Very highly charismatic people often only see the world through their own lens. Their charm and charisma mean that people are drawn to agree with them; but this comes at the expense of being a good team player, and at the expense of the challenge and discussion which informs actual progress. Leaders with greater humility often display better strategic thinking and are better able to boost the performance of others. That’s because they spend more time outside of themselves, standing away and looking back in to see what’s going on.
Doctor doctor, I’ve got a bad case of charisma
Patrick gave an example I’m sure we can all recognise. You’re leading a big meeting. You look around the table, and everyone is nodding yes to something you’ve suggested with no additional input. “That worries me big time,” he says. “We need to reduce group-think.”
So in this scenario, what can you do as a leader? It’s your job to make sure all perspectives are held and given space, and to encourage the team to feel empowered to challenge you. Good leaders have an approach-oriented ethos. That means that they’ll invite people into the circle rather than push people away. Patrick suggests you pick somebody and ask them to counter-argue with you for five minutes, even if they don’t think they disagree. Let the room know that you want to hear them chip in, too, as you counter-argue.
If you encourage input and actively hear their perspective it affirms to them that they are important within the team.

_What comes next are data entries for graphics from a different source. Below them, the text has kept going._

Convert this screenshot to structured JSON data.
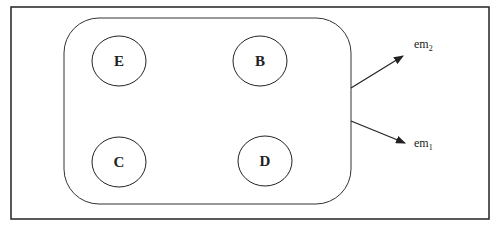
{
  "diagram": {
    "nodes": [
      {
        "id": "E",
        "label": "E"
      },
      {
        "id": "B",
        "label": "B"
      },
      {
        "id": "C",
        "label": "C"
      },
      {
        "id": "D",
        "label": "D"
      }
    ],
    "outputs": [
      {
        "id": "em2",
        "base": "em",
        "sub": "2"
      },
      {
        "id": "em1",
        "base": "em",
        "sub": "1"
      }
    ],
    "colors": {
      "stroke": "#222222",
      "background": "#ffffff"
    }
  }
}
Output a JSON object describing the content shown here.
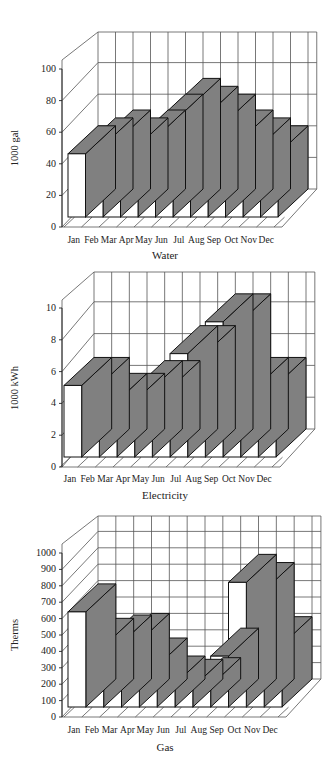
{
  "chart_data": [
    {
      "type": "bar",
      "style": "3d",
      "title": "Water",
      "xlabel": "Water",
      "ylabel": "1000 gal",
      "categories": [
        "Jan",
        "Feb",
        "Mar",
        "Apr",
        "May",
        "Jun",
        "Jul",
        "Aug",
        "Sep",
        "Oct",
        "Nov",
        "Dec"
      ],
      "values": [
        40,
        45,
        50,
        45,
        50,
        60,
        70,
        65,
        60,
        50,
        45,
        40
      ],
      "ylim": [
        0,
        100
      ],
      "yticks": [
        "0",
        "20",
        "40",
        "60",
        "80",
        "100"
      ],
      "grid": true,
      "grid_rows_above": 2,
      "colors": {
        "front": "#ffffff",
        "top_side": "#808080",
        "edge": "#111111",
        "grid": "#555555"
      }
    },
    {
      "type": "bar",
      "style": "3d",
      "title": "Electricity",
      "xlabel": "Electricity",
      "ylabel": "1000 kWh",
      "categories": [
        "Jan",
        "Feb",
        "Mar",
        "Apr",
        "May",
        "Jun",
        "Jul",
        "Aug",
        "Sep",
        "Oct",
        "Nov",
        "Dec"
      ],
      "values": [
        4.5,
        4.5,
        3.5,
        3.5,
        4.3,
        4.3,
        6.5,
        6.5,
        8.5,
        8.5,
        4.5,
        4.5
      ],
      "ylim": [
        0,
        10
      ],
      "yticks": [
        "0",
        "2",
        "4",
        "6",
        "8",
        "10"
      ],
      "grid": true,
      "grid_rows_above": 2,
      "colors": {
        "front": "#ffffff",
        "top_side": "#808080",
        "edge": "#111111",
        "grid": "#555555"
      }
    },
    {
      "type": "bar",
      "style": "3d",
      "title": "Gas",
      "xlabel": "Gas",
      "ylabel": "Therms",
      "categories": [
        "Jan",
        "Feb",
        "Mar",
        "Apr",
        "May",
        "Jun",
        "Jul",
        "Aug",
        "Sep",
        "Oct",
        "Nov",
        "Dec"
      ],
      "values": [
        580,
        370,
        390,
        400,
        250,
        140,
        120,
        130,
        310,
        760,
        710,
        380
      ],
      "ylim": [
        0,
        1000
      ],
      "yticks": [
        "0",
        "100",
        "200",
        "300",
        "400",
        "500",
        "600",
        "700",
        "800",
        "900",
        "1000"
      ],
      "grid": true,
      "grid_rows_above": 2,
      "colors": {
        "front": "#ffffff",
        "top_side": "#808080",
        "edge": "#111111",
        "grid": "#555555"
      }
    }
  ],
  "layout": [
    {
      "top": 0,
      "axis_x": 60,
      "axis_y0": 227,
      "axis_y1": 69,
      "floor_y": 217,
      "bar_x0": 68,
      "bar_x1": 278,
      "depth_dx": 30,
      "depth_dy": -28,
      "back_top": 32,
      "xlabel_y": 235,
      "title_y": 250
    },
    {
      "top": 0,
      "axis_x": 60,
      "axis_y0": 467,
      "axis_y1": 308,
      "floor_y": 457,
      "bar_x0": 64,
      "bar_x1": 276,
      "depth_dx": 30,
      "depth_dy": -28,
      "back_top": 272,
      "xlabel_y": 474,
      "title_y": 490
    },
    {
      "top": 0,
      "axis_x": 60,
      "axis_y0": 717,
      "axis_y1": 553,
      "floor_y": 707,
      "bar_x0": 68,
      "bar_x1": 282,
      "depth_dx": 30,
      "depth_dy": -28,
      "back_top": 516,
      "xlabel_y": 725,
      "title_y": 742
    }
  ]
}
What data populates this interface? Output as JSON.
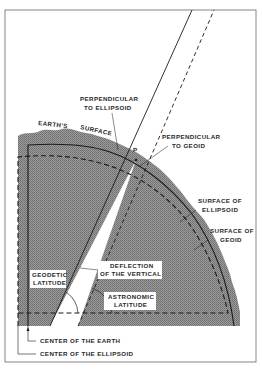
{
  "diagram": {
    "colors": {
      "background": "#ffffff",
      "frame": "#555555",
      "earth_fill": "#8a8a8a",
      "line": "#1a1a1a",
      "wedge": "#ffffff"
    },
    "labels": {
      "perp_ellipsoid_1": "PERPENDICULAR",
      "perp_ellipsoid_2": "TO ELLIPSOID",
      "earths": "EARTH'S",
      "surface": "SURFACE",
      "point_p": "P",
      "perp_geoid_1": "PERPENDICULAR",
      "perp_geoid_2": "TO GEOID",
      "surface_ellipsoid_1": "SURFACE OF",
      "surface_ellipsoid_2": "ELLIPSOID",
      "surface_geoid_1": "SURFACE OF",
      "surface_geoid_2": "GEOID",
      "deflection_1": "DEFLECTION",
      "deflection_2": "OF THE VERTICAL",
      "geodetic_1": "GEODETIC",
      "geodetic_2": "LATITUDE",
      "astronomic_1": "ASTRONOMIC",
      "astronomic_2": "LATITUDE",
      "center_earth": "CENTER OF THE EARTH",
      "center_ellipsoid": "CENTER OF THE ELLIPSOID"
    },
    "legend": {
      "solid_line": "ellipsoid / perpendicular to ellipsoid",
      "dashed_line": "geoid / perpendicular to geoid"
    }
  }
}
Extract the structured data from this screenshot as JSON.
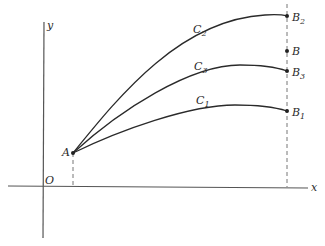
{
  "diagram": {
    "axes": {
      "x_label": "x",
      "y_label": "y",
      "origin_label": "O"
    },
    "start_point": {
      "label": "A"
    },
    "curves": [
      {
        "id": "C2",
        "label": "C",
        "sub": "2",
        "end_label": "B",
        "end_sub": "2"
      },
      {
        "id": "C3",
        "label": "C",
        "sub": "3",
        "end_label": "B",
        "end_sub": "3"
      },
      {
        "id": "C1",
        "label": "C",
        "sub": "1",
        "end_label": "B",
        "end_sub": "1"
      }
    ],
    "target_point": {
      "label": "B"
    },
    "colors": {
      "line": "#2a2a2a",
      "axis": "#555555",
      "dash": "#777777"
    }
  }
}
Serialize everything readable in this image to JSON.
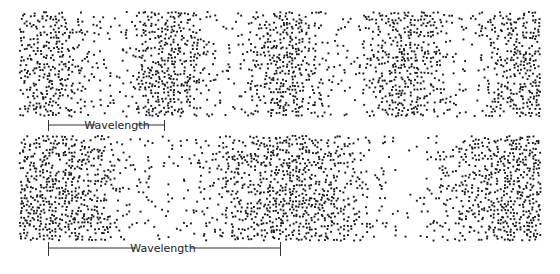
{
  "diagram": {
    "type": "wave-compression-density",
    "width": 560,
    "height": 274,
    "dot_color": "#1a1a1a",
    "panels": [
      {
        "id": "short-wavelength",
        "x0": 20,
        "x1": 540,
        "y0": 12,
        "y1": 117,
        "dense_band_centers": [
          45,
          165,
          285,
          405,
          525
        ],
        "period_px": 120,
        "bracket": {
          "x_start": 48,
          "x_end": 164,
          "y": 125,
          "label": "Wavelength"
        }
      },
      {
        "id": "long-wavelength",
        "x0": 20,
        "x1": 540,
        "y0": 136,
        "y1": 240,
        "dense_band_centers": [
          45,
          285,
          525
        ],
        "period_px": 240,
        "bracket": {
          "x_start": 48,
          "x_end": 280,
          "y": 248,
          "label": "Wavelength"
        }
      }
    ]
  },
  "labels": {
    "top_bracket": "Wavelength",
    "bottom_bracket": "Wavelength"
  }
}
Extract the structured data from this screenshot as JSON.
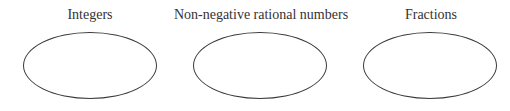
{
  "sets": [
    {
      "label": "Integers",
      "center_x": 90,
      "ellipse_left": 23
    },
    {
      "label": "Non-negative rational numbers",
      "center_x": 261,
      "ellipse_left": 193
    },
    {
      "label": "Fractions",
      "center_x": 431,
      "ellipse_left": 363
    }
  ]
}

Typically, if outcome goals are owned by people in tune with yourself, the achievement becomes full of personal meaning and people are more likely to work towards it. You’re more likely to reach successful and meaningful outcomes together.

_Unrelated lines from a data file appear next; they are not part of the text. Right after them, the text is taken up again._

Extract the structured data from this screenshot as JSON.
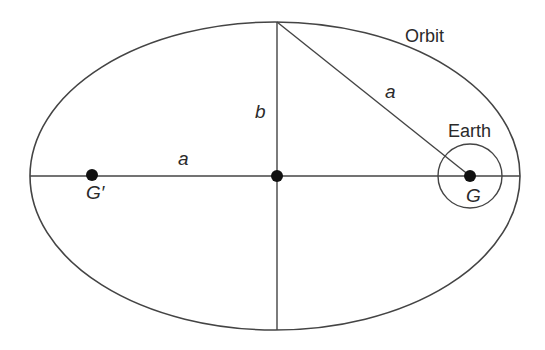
{
  "diagram": {
    "labels": {
      "orbit": "Orbit",
      "earth": "Earth",
      "semi_major_top": "a",
      "semi_major_left": "a",
      "semi_minor": "b",
      "focus_main": "G",
      "focus_empty": "G′"
    },
    "colors": {
      "stroke": "#444444",
      "dot": "#111111",
      "text": "#2a2a2a",
      "background": "#ffffff"
    }
  }
}
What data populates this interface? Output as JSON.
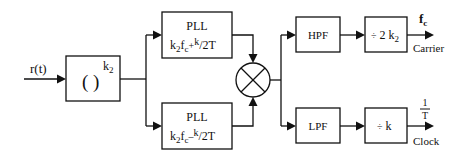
{
  "diagram": {
    "type": "block-diagram",
    "input": {
      "label": "r(t)"
    },
    "power_block": {
      "label": "( )",
      "exponent": "k",
      "exponent_sub": "2"
    },
    "pll_top": {
      "title": "PLL",
      "expr": {
        "a": "k",
        "a_sub": "2",
        "b": "f",
        "b_sub": "c",
        "op": "+",
        "num": "k",
        "den": "/2T"
      }
    },
    "pll_bottom": {
      "title": "PLL",
      "expr": {
        "a": "k",
        "a_sub": "2",
        "b": "f",
        "b_sub": "c",
        "op": "–",
        "num": "k",
        "den": "/2T"
      }
    },
    "multiplier": {
      "symbol": "multiply-x"
    },
    "hpf": {
      "label": "HPF"
    },
    "lpf": {
      "label": "LPF"
    },
    "div_top": {
      "sym": "÷",
      "text": " 2 k",
      "sub": "2"
    },
    "div_bottom": {
      "sym": "÷",
      "text": " k"
    },
    "out_top": {
      "symbol": "f",
      "symbol_sub": "c",
      "label": "Carrier"
    },
    "out_bottom": {
      "num": "1",
      "den": "T",
      "label": "Clock"
    }
  }
}
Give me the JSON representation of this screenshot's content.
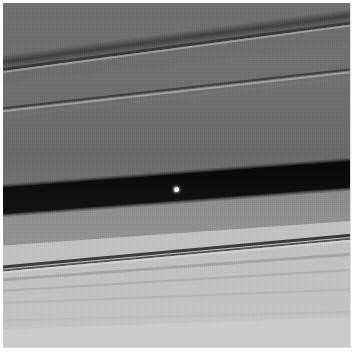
{
  "image": {
    "title": "Saturn's A ring with the Keeler Gap",
    "subject": "planetary-ring-system",
    "capture_style": "grayscale spacecraft imaging",
    "width_px": 352,
    "height_px": 361,
    "alt_text": "Grayscale close-up of Saturn's rings showing fine banded ringlets crossing the frame diagonally, a wide black gap across the middle, and a single tiny bright point of light inside the gap."
  },
  "frame": {
    "border_color": "#ffffff",
    "content_left_px": 3,
    "content_top_px": 3,
    "content_width_px": 348,
    "content_height_px": 345
  },
  "palette": {
    "outer_ring_gray": "#6d6d6d",
    "mid_ring_gray": "#707070",
    "inner_edge_gray": "#8a8a8a",
    "bright_ring_gray": "#bdbdbd",
    "bottom_gray": "#c6c6c6",
    "gap_black": "#070707",
    "moon_white": "#ffffff",
    "ringlet_dark": "#2e2e2e",
    "ringlet_bright": "#cfcfcf",
    "page_white": "#ffffff"
  },
  "features": {
    "gap": {
      "name": "keeler-gap",
      "label": "Keeler Gap",
      "color": "#070707",
      "left_edge_top_y": 184,
      "left_edge_bottom_y": 210,
      "right_edge_top_y": 157,
      "right_edge_bottom_y": 182,
      "tilt_deg": -4.35,
      "thickness_px": 26
    },
    "moon": {
      "name": "daphnis-moon",
      "label": "small embedded moon",
      "color": "#ffffff",
      "x_px": 173,
      "y_px": 186,
      "diameter_px": 5,
      "glow": "soft white halo"
    },
    "ringlets": [
      {
        "name": "upper-shadow-band",
        "tone": "dark",
        "tilt_deg": -7.6,
        "left_y": 44,
        "right_y": 3,
        "strength": "strong diffuse"
      },
      {
        "name": "upper-edge-dark-1",
        "tone": "dark",
        "tilt_deg": -7.6,
        "left_y": 57,
        "right_y": 16,
        "strength": "sharp"
      },
      {
        "name": "upper-edge-bright-1",
        "tone": "bright",
        "tilt_deg": -7.6,
        "left_y": 60,
        "right_y": 19,
        "strength": "sharp"
      },
      {
        "name": "mid-edge-dark-2",
        "tone": "dark",
        "tilt_deg": -6.4,
        "left_y": 100,
        "right_y": 66,
        "strength": "sharp"
      },
      {
        "name": "mid-edge-bright-2",
        "tone": "bright",
        "tilt_deg": -6.4,
        "left_y": 103,
        "right_y": 69,
        "strength": "medium"
      },
      {
        "name": "mid-faint-band",
        "tone": "faint",
        "tilt_deg": -6.4,
        "left_y": 108,
        "right_y": 74,
        "strength": "faint"
      },
      {
        "name": "lower-ringlet-dark-a",
        "tone": "dark",
        "tilt_deg": -5.2,
        "left_y": 259,
        "right_y": 231,
        "strength": "strongest thin line"
      },
      {
        "name": "lower-ringlet-dark-b",
        "tone": "dark",
        "tilt_deg": -5.2,
        "left_y": 262,
        "right_y": 234,
        "strength": "medium"
      },
      {
        "name": "lower-ringlet-bright",
        "tone": "bright",
        "tilt_deg": -5.2,
        "left_y": 265,
        "right_y": 237,
        "strength": "medium"
      },
      {
        "name": "lower-faint-1",
        "tone": "faint",
        "tilt_deg": -4.2,
        "left_y": 274,
        "right_y": 252,
        "strength": "faint"
      },
      {
        "name": "lower-faint-2",
        "tone": "faint",
        "tilt_deg": -3.4,
        "left_y": 288,
        "right_y": 270,
        "strength": "faint"
      },
      {
        "name": "lower-faint-3",
        "tone": "faint",
        "tilt_deg": -2.2,
        "left_y": 304,
        "right_y": 292,
        "strength": "very faint"
      },
      {
        "name": "lower-faint-4",
        "tone": "faint",
        "tilt_deg": -1.4,
        "left_y": 324,
        "right_y": 316,
        "strength": "very faint"
      }
    ],
    "zones": [
      {
        "name": "outer-a-ring",
        "label": "outer A ring",
        "color": "#6d6d6d",
        "top_y": 3,
        "bottom_y": 95
      },
      {
        "name": "mid-a-ring",
        "label": "mid A ring",
        "color": "#707070",
        "top_y": 95,
        "bottom_y": 165
      },
      {
        "name": "gap-inner-edge",
        "label": "gap inner edge",
        "color": "#8a8a8a",
        "top_y": 165,
        "bottom_y": 215
      },
      {
        "name": "bright-ringlet-zone",
        "label": "bright ringlet zone",
        "color": "#bdbdbd",
        "top_y": 215,
        "bottom_y": 290
      },
      {
        "name": "inner-bright-ring",
        "label": "inner bright ring",
        "color": "#c6c6c6",
        "top_y": 290,
        "bottom_y": 348
      }
    ]
  }
}
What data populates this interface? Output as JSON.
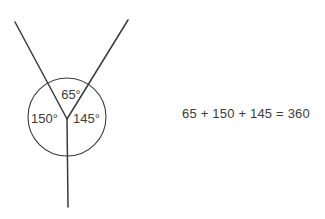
{
  "figure": {
    "background_color": "#ffffff",
    "stroke_color": "#3b3b3b",
    "text_color": "#3b3b3b",
    "vertex": {
      "x": 67,
      "y": 119
    },
    "circle": {
      "cx": 67,
      "cy": 117,
      "r": 39
    },
    "rays": [
      {
        "name": "upper-left-ray",
        "from_x": 67,
        "from_y": 119,
        "to_x": 15,
        "to_y": 22
      },
      {
        "name": "upper-right-ray",
        "from_x": 67,
        "from_y": 119,
        "to_x": 128,
        "to_y": 20
      },
      {
        "name": "downward-ray",
        "from_x": 67,
        "from_y": 119,
        "to_x": 68,
        "to_y": 207
      }
    ],
    "angles": [
      {
        "name": "top-angle",
        "label": "65°",
        "value": 65,
        "unit": "degrees",
        "x": 71,
        "y": 99
      },
      {
        "name": "left-angle",
        "label": "150°",
        "value": 150,
        "unit": "degrees",
        "x": 31,
        "y": 123
      },
      {
        "name": "right-angle",
        "label": "145°",
        "value": 145,
        "unit": "degrees",
        "x": 73,
        "y": 123
      }
    ]
  },
  "equation": {
    "text": "65 + 150 + 145 = 360",
    "terms": [
      65,
      150,
      145
    ],
    "sum": 360
  }
}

Good leaders are able to hold conflicting positions all the time and can deliberately put that on show for people. Being able to hold contradictory, paradoxical positions reflects the diversity in your team and your organisation. Let your team see the messy and varied processes that allow you to come to a decision. When they can see, understand and be a part of the process, the decision you arrive at will be more respected and feel more representative of the team as a whole. Remember that personal buy-in that each team member needs to feel.
Metacog-what?
In the safety announcements on a plane as it prepares for take-off, the flight attendants always tell you to affix your own oxygen mask before helping others. And whether they intended it or not, that is an excellent metaphor for life. You can’t be a great and supportive leader to your team until you are a great and supportive leader to yourself.
Lots of particularly successful leaders are likely to have a little bit of that anxiety about ‘doing’, about taking the gamble, which causes us to externally attribute successes and failures. And we’ve already seen how that can become a toxic cycle. It’s as important for you to internalise your own successes as it is for your team to.

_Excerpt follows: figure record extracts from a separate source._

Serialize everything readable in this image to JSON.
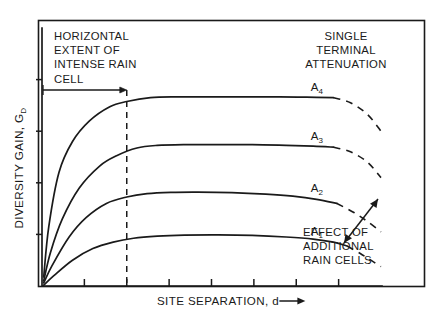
{
  "figure": {
    "background": "#ffffff",
    "ink": "#1a1a1a",
    "frame_visible": true
  },
  "annotations": {
    "horizontal_extent": {
      "lines": [
        "HORIZONTAL",
        "EXTENT OF",
        "INTENSE RAIN",
        "CELL"
      ],
      "arrow_label": "horizontal-extent-arrow"
    },
    "single_terminal": {
      "lines": [
        "SINGLE",
        "TERMINAL",
        "ATTENUATION"
      ]
    },
    "additional_cells": {
      "lines": [
        "EFFECT OF",
        "ADDITIONAL",
        "RAIN CELLS"
      ],
      "arrow_label": "double-headed-arrow"
    }
  },
  "chart_data": {
    "type": "line",
    "title": "",
    "subtitle": "",
    "xlabel": "SITE SEPARATION, d ⟶",
    "ylabel": "DIVERSITY GAIN, G",
    "ylabel_sub": "D",
    "xlabel_plain": "SITE SEPARATION, d",
    "grid": false,
    "legend_position": "inline-right-of-curve",
    "axis_style": "ticks-only-no-numeric-labels",
    "xlim": [
      0,
      10
    ],
    "ylim": [
      0,
      10
    ],
    "x_ticks": [
      1.25,
      2.5,
      3.75,
      5.0,
      6.25,
      7.5,
      8.75
    ],
    "y_ticks": [
      2.0,
      4.0,
      6.0,
      8.0
    ],
    "reference_line": {
      "label": "horizontal extent of intense rain cell",
      "x": 2.5,
      "style": "dashed",
      "y_from": 0,
      "y_to": 7.6
    },
    "series": [
      {
        "name": "A₄",
        "name_plain": "A4",
        "label": "A",
        "label_sub": "4",
        "plateau": 7.3,
        "x": [
          0.05,
          0.2,
          0.5,
          0.9,
          1.4,
          2.0,
          2.5,
          3.2,
          4.0,
          5.0,
          6.0,
          7.0,
          7.8,
          8.6
        ],
        "values": [
          0.35,
          2.3,
          4.4,
          5.6,
          6.4,
          6.95,
          7.15,
          7.3,
          7.33,
          7.33,
          7.33,
          7.33,
          7.32,
          7.3
        ],
        "dashed_tail_x": [
          8.6,
          9.1,
          9.6,
          10.0
        ],
        "dashed_tail_values": [
          7.3,
          7.1,
          6.65,
          6.0
        ]
      },
      {
        "name": "A₃",
        "name_plain": "A3",
        "label": "A",
        "label_sub": "3",
        "plateau": 5.45,
        "x": [
          0.05,
          0.25,
          0.6,
          1.1,
          1.7,
          2.2,
          2.8,
          3.4,
          4.2,
          5.2,
          6.2,
          7.2,
          8.0,
          8.6
        ],
        "values": [
          0.2,
          1.3,
          2.6,
          3.8,
          4.65,
          5.05,
          5.35,
          5.45,
          5.48,
          5.48,
          5.48,
          5.45,
          5.42,
          5.38
        ],
        "dashed_tail_x": [
          8.6,
          9.1,
          9.6,
          10.0
        ],
        "dashed_tail_values": [
          5.38,
          5.2,
          4.8,
          4.2
        ]
      },
      {
        "name": "A₂",
        "name_plain": "A2",
        "label": "A",
        "label_sub": "2",
        "plateau": 3.62,
        "x": [
          0.05,
          0.3,
          0.8,
          1.3,
          1.9,
          2.5,
          3.1,
          3.8,
          4.6,
          5.6,
          6.6,
          7.4,
          8.1,
          8.7
        ],
        "values": [
          0.12,
          0.8,
          1.9,
          2.65,
          3.2,
          3.45,
          3.58,
          3.63,
          3.64,
          3.62,
          3.56,
          3.48,
          3.36,
          3.2
        ],
        "dashed_tail_x": [
          8.7,
          9.2,
          9.6,
          10.0
        ],
        "dashed_tail_values": [
          3.2,
          2.85,
          2.5,
          2.1
        ]
      },
      {
        "name": "A₁",
        "name_plain": "A1",
        "label": "A",
        "label_sub": "1",
        "plateau": 1.95,
        "x": [
          0.05,
          0.35,
          0.9,
          1.5,
          2.1,
          2.7,
          3.4,
          4.2,
          5.2,
          6.2,
          7.2,
          8.0,
          8.6,
          9.0
        ],
        "values": [
          0.03,
          0.4,
          1.0,
          1.45,
          1.7,
          1.85,
          1.93,
          1.97,
          1.98,
          1.96,
          1.9,
          1.82,
          1.7,
          1.55
        ],
        "dashed_tail_x": [
          9.0,
          9.4,
          9.7,
          10.0
        ],
        "dashed_tail_values": [
          1.55,
          1.25,
          1.0,
          0.75
        ]
      }
    ],
    "annotations": [
      {
        "text": "HORIZONTAL EXTENT OF INTENSE RAIN CELL",
        "position": "upper-left"
      },
      {
        "text": "SINGLE TERMINAL ATTENUATION",
        "position": "upper-right"
      },
      {
        "text": "EFFECT OF ADDITIONAL RAIN CELLS",
        "position": "lower-right"
      }
    ]
  }
}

In psychology, this practice of acknowledging, critiquing and understanding our own thought processes is called ‘metacognitive capacity’. It’s asking “how do I think about how I think?”
Self-manage, self-care
So how does one manage their mind? It’s less about action and more about relating to your own thoughts. “You need to play with it and have fun with all the stuff that goes on, particularly the bad stuff,” Professor Patrick advises. “You need to feed it physically and by refreshing it. You need to feed it by stimulating it. And every so often you need quiet. Your mind is an amazing place, but it needs time to settle and do its own thing.”
Once you’ve done all that, mind yourself. “Look after your feelings, look at the language you use for yourself. How compassionate are you with your talk? Are you a harsh critic or are you kind and gentle? Mind your body. Mind your spirit – that part of you that’s really difficult to put a finger on but is what makes you, you. You’ve got to nurture and mind that spirit. Mind your energy.”
Then – and only then – can you begin to mind other people, and to manage them.